Marson-Smith, Helen Ruth January 2008 (has links)
There is a lack of research on the middle class in general, and especially on those who attend independent schools. This is noticeably profound in the field of educational decision-making at the ages of sixteen and eighteen. Whilst recent studies have attempted to address such issues, the focus has tended to fall on a very limited number of students attending highly selective schools, which are often based in London: and are heavily reliant on parental accounts of their offspring's decision-making. In this study, I seek to address these identified gaps, in presenting a study of student decision-making within a non-academically-selective independent school for girls, given the pseudonym 'Midham School', which is located in a town in the Midlands of England. The study draws on observational data from Careers lessons and institutional school events such as Open Days, and students' own responses given in a questionnaire and in semi-structured small-group interviews, as well as interviews with key staff members, collected over the course of one academic year. Resulting from these, a picture will be built up of the dominant discourses relating to educational decision-making within the school and home. Theoretically, the study addresses aspects of both structure and agency. Although there is a focus on the way in which individual young women draw on differing discourses in order to inform their agentic decision-making, these decisions are seen to be framed by structural factors such as social class, gender and academic ability. These factors are shown to have a defining effect on how the young women constructed themselves (and were constructed) as gendered and classed individuals through the decisions that they (and their families) made regarding their education, training and future careers.
170

Perceptions of Catholicity in a plural society : an ethnographic case study of Catholic secondary schools in England

Casson, Ann Elizabeth January 2010 (has links)
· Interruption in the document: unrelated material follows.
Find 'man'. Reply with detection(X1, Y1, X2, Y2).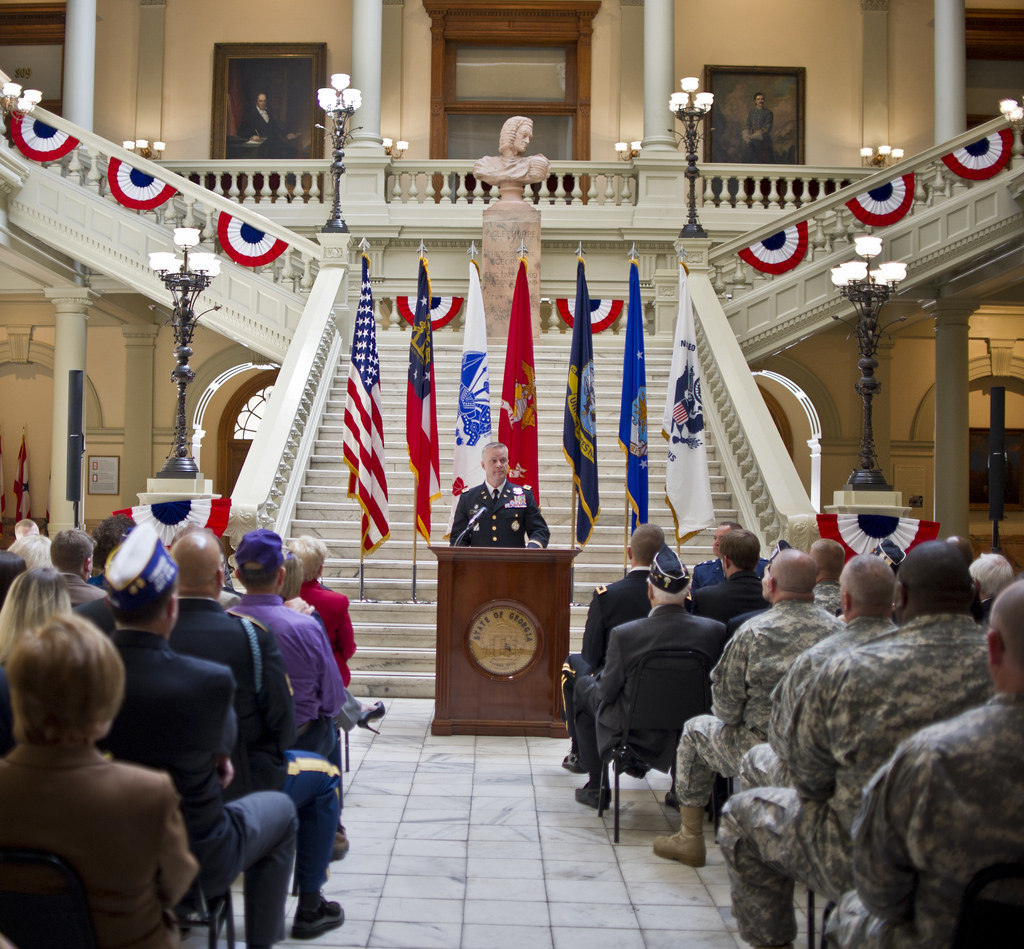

This is an ethnographic study of a small sample of Catholic secondary schools in England evaluating their role within the Catholic faith tradition and their contribution to community cohesion. The research is firmly based within an ethnographic framework; it explores the perception of Catholic schools by members, in particular the young people, of the Catholic school community. The ethnographic data was collected through semi-structured focus group interviews and observations. The understanding of religion is developed from the work of Hervieu-Léger on religion as a chain of memory. The concept of social capital in the form of bonding and bridging, and both religious and spiritual capital provides a framework to understand the factors within Catholic schools, which are perceived to create a Catholic community and those which are perceived to develop or hinder cohesion in plural society. The students’ understandings of their Catholic identity were diverse and fragmentary, with precarious links to the Catholic Church as an institution. However, there was a valuing of aspects of the Catholic faith tradition which were used to construct their own understanding of Catholicism, leading to a conclusion that the Catholic school is a source of spiritual capital for its members. The participants perceived their schools to have a Catholic nature, a strong ‘sense of community’. The Catholic schools were good generators of bonding capital, although this was focused on the school rather than the wider Catholic community. Perceptions of the boundaries of the school focused on everyday encounters with outsiders such as ‘the school next door’ rather than members of other faith communities. This research has implications: for the faith school debate and issues concerning social cohesion; for the Catholic school’s role in the transmission of the faith tradition and for an understanding of young people’s Catholic identity.